Under the Presidency of Xi Jinping, China’s economic power has provided the rising China tremendous opportunities to engage with the neighboring countries and the world. It also provided an opportunity to challenge US hegemony and India’s rise. Beijing’s influence will certainly further upset Asia’s geopolitical balance. The most important strategic advantage that China possesses is the All-Weather friendship with Pakistan. Based on the Kautliyan maxim of “my enemy’s enemy is my friend,” the China Pakistan alignment serves the interests of both partners as prompted by their convergence vis a vis India. Both China and Pakistan perceive the growing Indo-US strategic cooperation as a disturbance of the regional power structure as it has shifted the conventional and nuclear balance of power. From the Pakistani perspective, the Indo-US nuclear deal came as a shock as the latter had hitherto been their security and economic guarantor. Pakistan perceived that the nuclear deal would advance India’s capability of a pre-emptive attack because the US had recognized India as a nuclear power. The post-Cold War US tilt towards India as an emerging great power gave further impetus and thus provided further excuse to both China and Pakistan to once again strengthen their ‘all-weather’ and time-tested friendship. Therefore, the mutual anxieties regarding India’s emergence as a responsible global power could function as an adhesive between China and Pakistan. It held them more strongly connected. If one closely examines the strategic strings that are attached to it, the CPEC (China Pakistan Economic Corridor) is toting up troubles for India, as it will only swell the capabilities of its arch-rival Pakistan, who faces severe economic and political headaches. CPEC provides a big opportunity to stabilize Pakistan’s economy while refining ties with its neighbors and making Gwadar a trade and economic hub of the region.

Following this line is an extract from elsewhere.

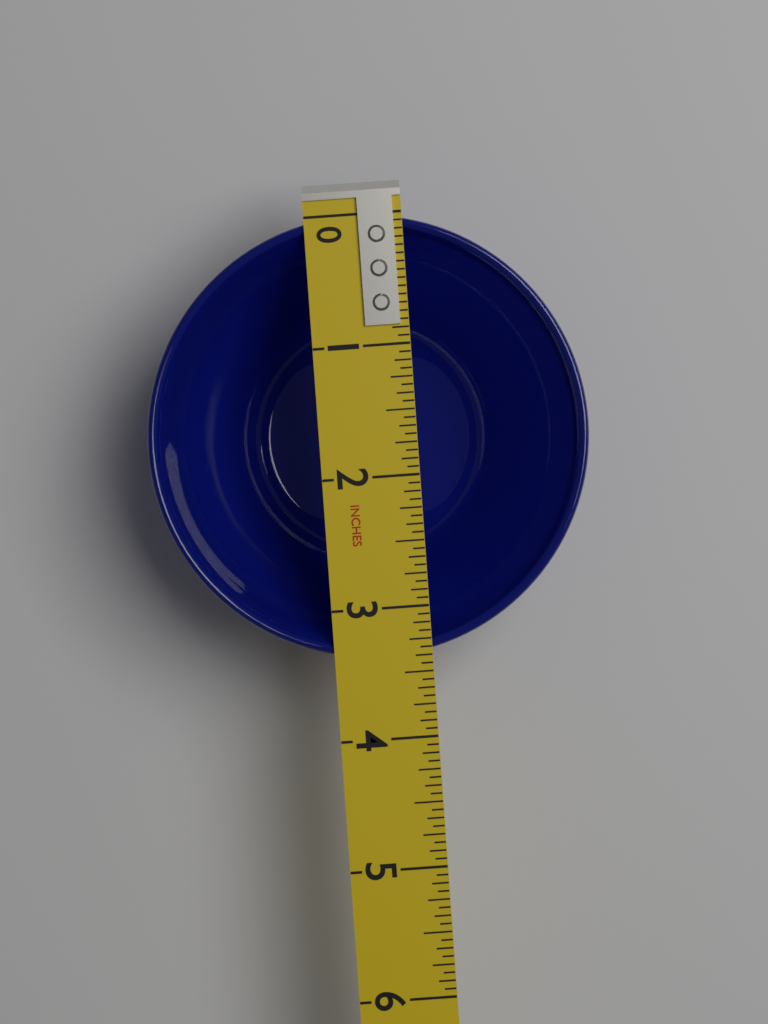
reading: 3.3750 in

Thus, even after the end of the cold war, the Sino-Pak alignment survived and in fact got transformed into a formal alliance. This gets exemplified by the much-talked-about CPEC, in which China’s investment reached $62 billion in April 2017. CPEC and the linking of Gwadar Port is an ambitious strategic plan of China’s Road and Belt project. Pakistan – situated between India, China, Central Asia and the Persian Gulf – occupies a central place in regional and broader Indo-Pacific geopolitics. In contemporary global politics as well as regional politics of South Asia, the China-Pakistan Axis holds an important place, which does affect both spheres. India, which is garnering its place in its own region as well as beyond, has definite implications ranging from economic to security matters.

Thus, the current China-Pakistan bonhomie in South Asia has tremendous geo-strategic implications for India as an emerging regional as well as global great power. In view of the fact that China and India do not only compete for influence as they operate within the same geographical setting, but that also India and Pakistan are at loggerheads, the latter is determined to change the existing regional balance of power. China’s aggressive behavior that India witnessed during the recent standoff in Ladakh and in the South China Sea, opens up the possibility of China dominating South Asia and the peripheral maritime.

 

Tanveer Ahmad Khan is a Research Scholar in the department of Political Science at the University of Kashmir in Srinagar.